Russell Galen as Renaissance Man

by Bill Ectric

I think of literary agent Russell Galen as a Renaissance Man.

Martin Torgoff calls Galen “a true lover of words and books” in the acknowledgment section of Can’t Find My Way Home: America in the Great Stoned Age, 1945-2000.

Philip K. Dick dedicates his masterpiece VALIS, “To Russell Galen, who showed me the right way.”

Benson Bodrick writes, “My agent, Russell Galen, gave the book an early lift,” in the prologue to Wide as the Waters: The Story of the English Bible and the Revolution It Inspired.

One of my humanities professors told us that a “Renaissance Man” is one who places equal importance on physical, intellectual, and spiritual development.  Years later, it occurs to me that the three aforementioned books illustrate my professor’s definition.

In my zeal to categorize everything at the risk of oversimplification, I initially labeled Martin Torgoff’s Can’t Find My Way Home as physical (drugs being pleasures of the flesh), Philip K. Dick’s VALIS as intellectual (obviously), and Benson Bobrick’s Wide as the Waters as spiritual (church and Bible).

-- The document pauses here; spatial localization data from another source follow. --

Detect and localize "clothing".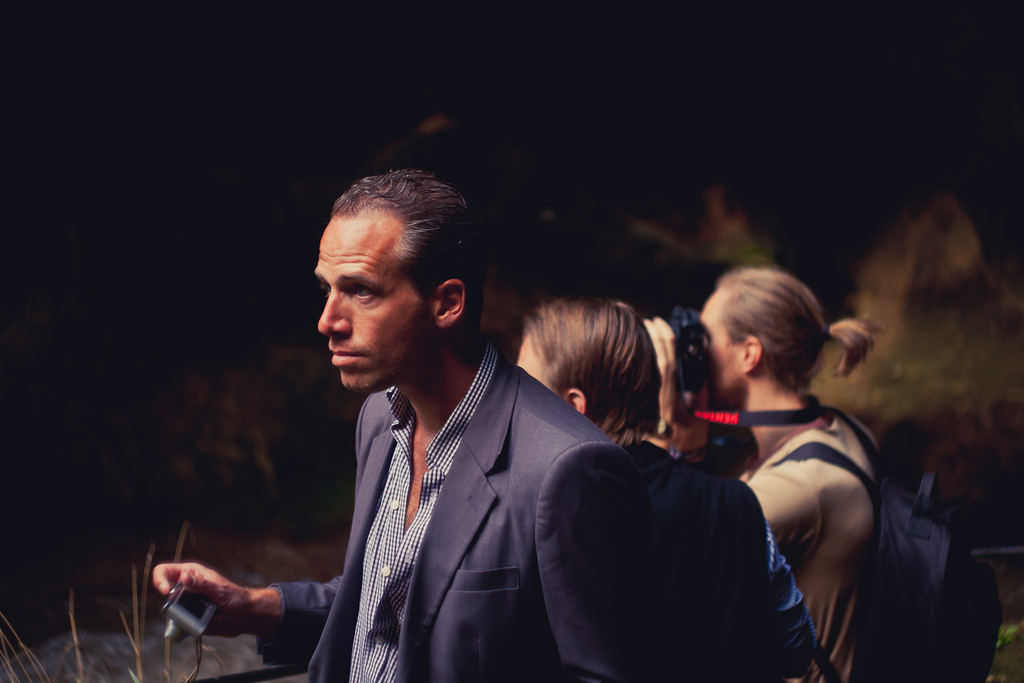
Localized at (694,459,825,682).
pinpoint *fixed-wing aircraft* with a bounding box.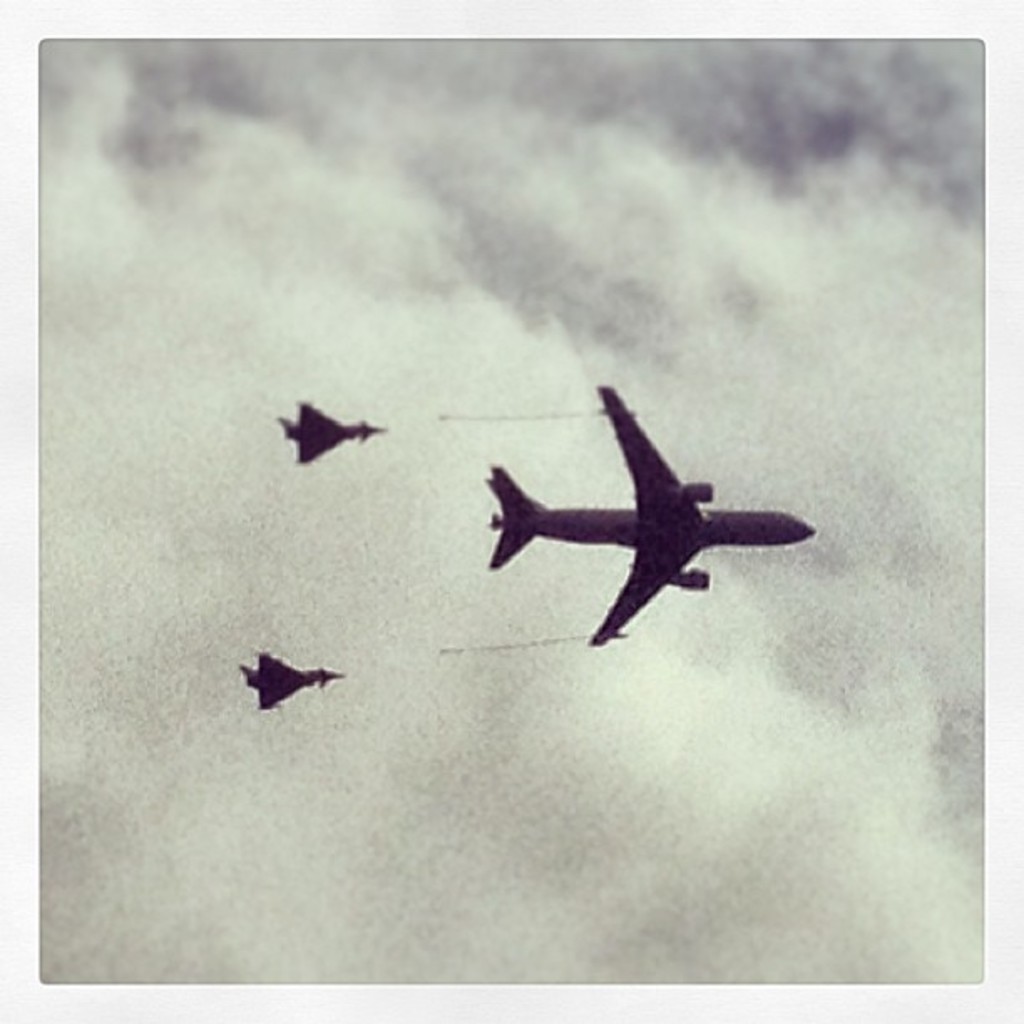
(x1=273, y1=397, x2=392, y2=477).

But with one turn of the transposition wheel, Can’t Find My Way Home easily clicks into the intellectual category (Harvard behaviorists compiling data from triple-blind LSD experiments); Wide As the Waters slides into the physical position (typesetting, books as art and artifact, doctrine physically enforced); and VALIS emerges in the religious slot (a Vast Active Living Intelligent System beams revelations directly into the protagonist’s mind, but is it God or is it Memorex?).

Wide as the Waters has a definite intellectual component with those prodigious multilingual scholars and the Derrida-like concept that the term literal translation might be an oxymoron. Can’t Find My Way Home has its share of the spiritual, from religious peyote ceremonies to twelve step programs and the Serenity Prayer. The physical aspect of VALIS is that the brain is still part of the body, so, while one may achieve temporary religious transcendence, we are ultimately closed systems of circling impulses. 

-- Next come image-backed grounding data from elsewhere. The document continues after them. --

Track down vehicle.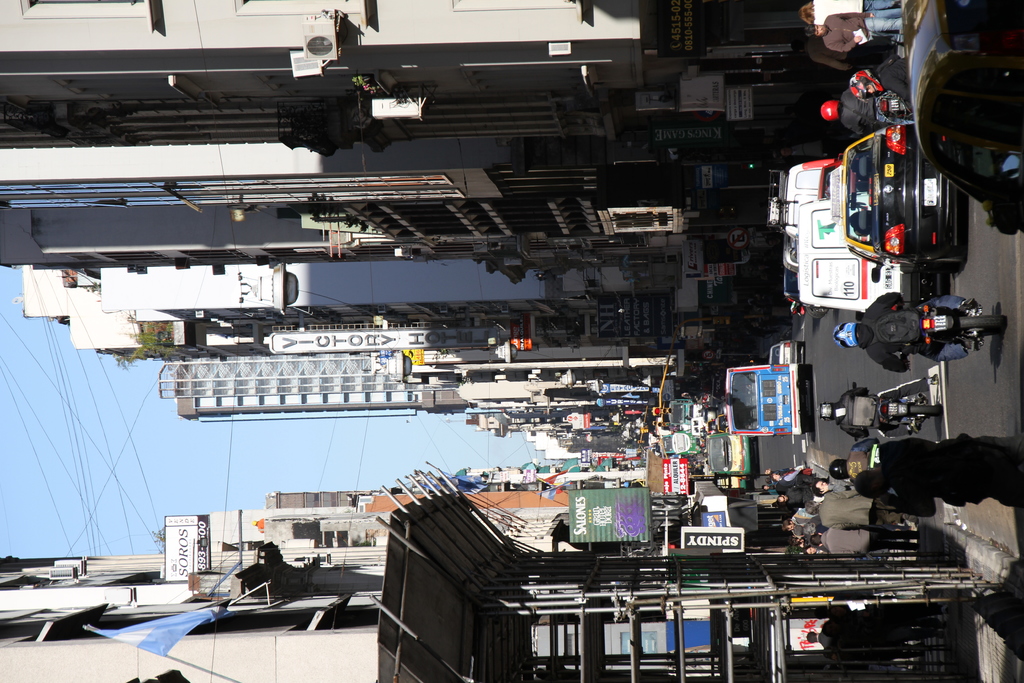
Tracked to <box>769,328,813,367</box>.
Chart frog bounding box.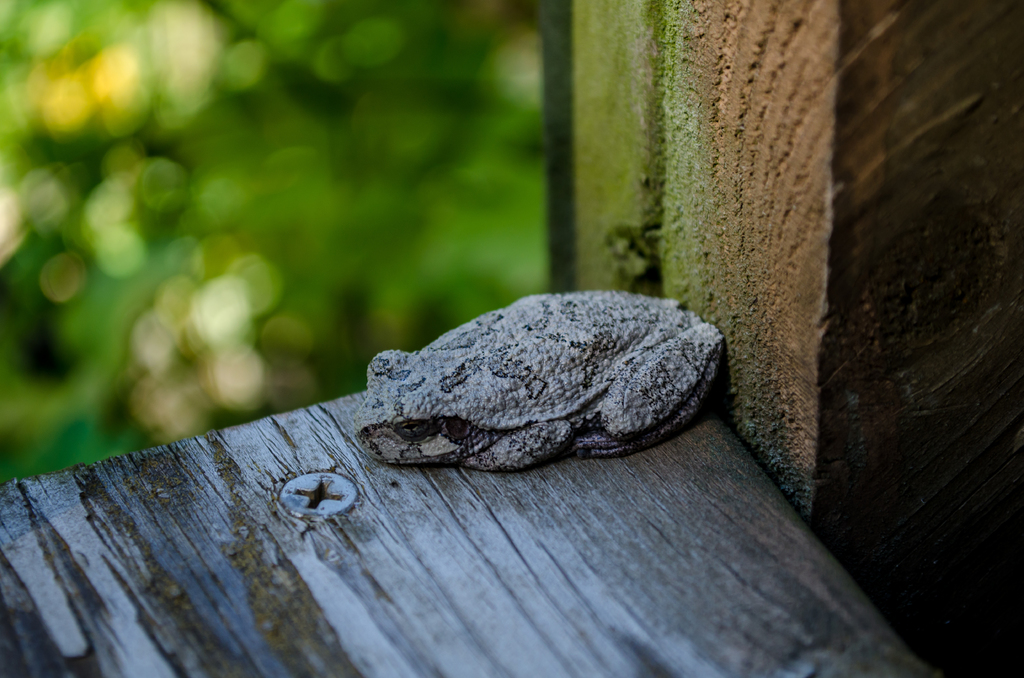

Maybe epiphanies glow in a fleeting nexus where the physical, intellectual, and spiritual merge and hover briefly in flux. Now, with my hippie days and my short-lived interest in going to seminary long past, I warmly recall the Zen proverb, “Before enlightenment, I chopped wood and carried water. After enlightenment, I chopped wood and carried water.” Profound revelations notwithstanding, I still have to go to sleep, wake up, eat breakfast, and mow the lawn.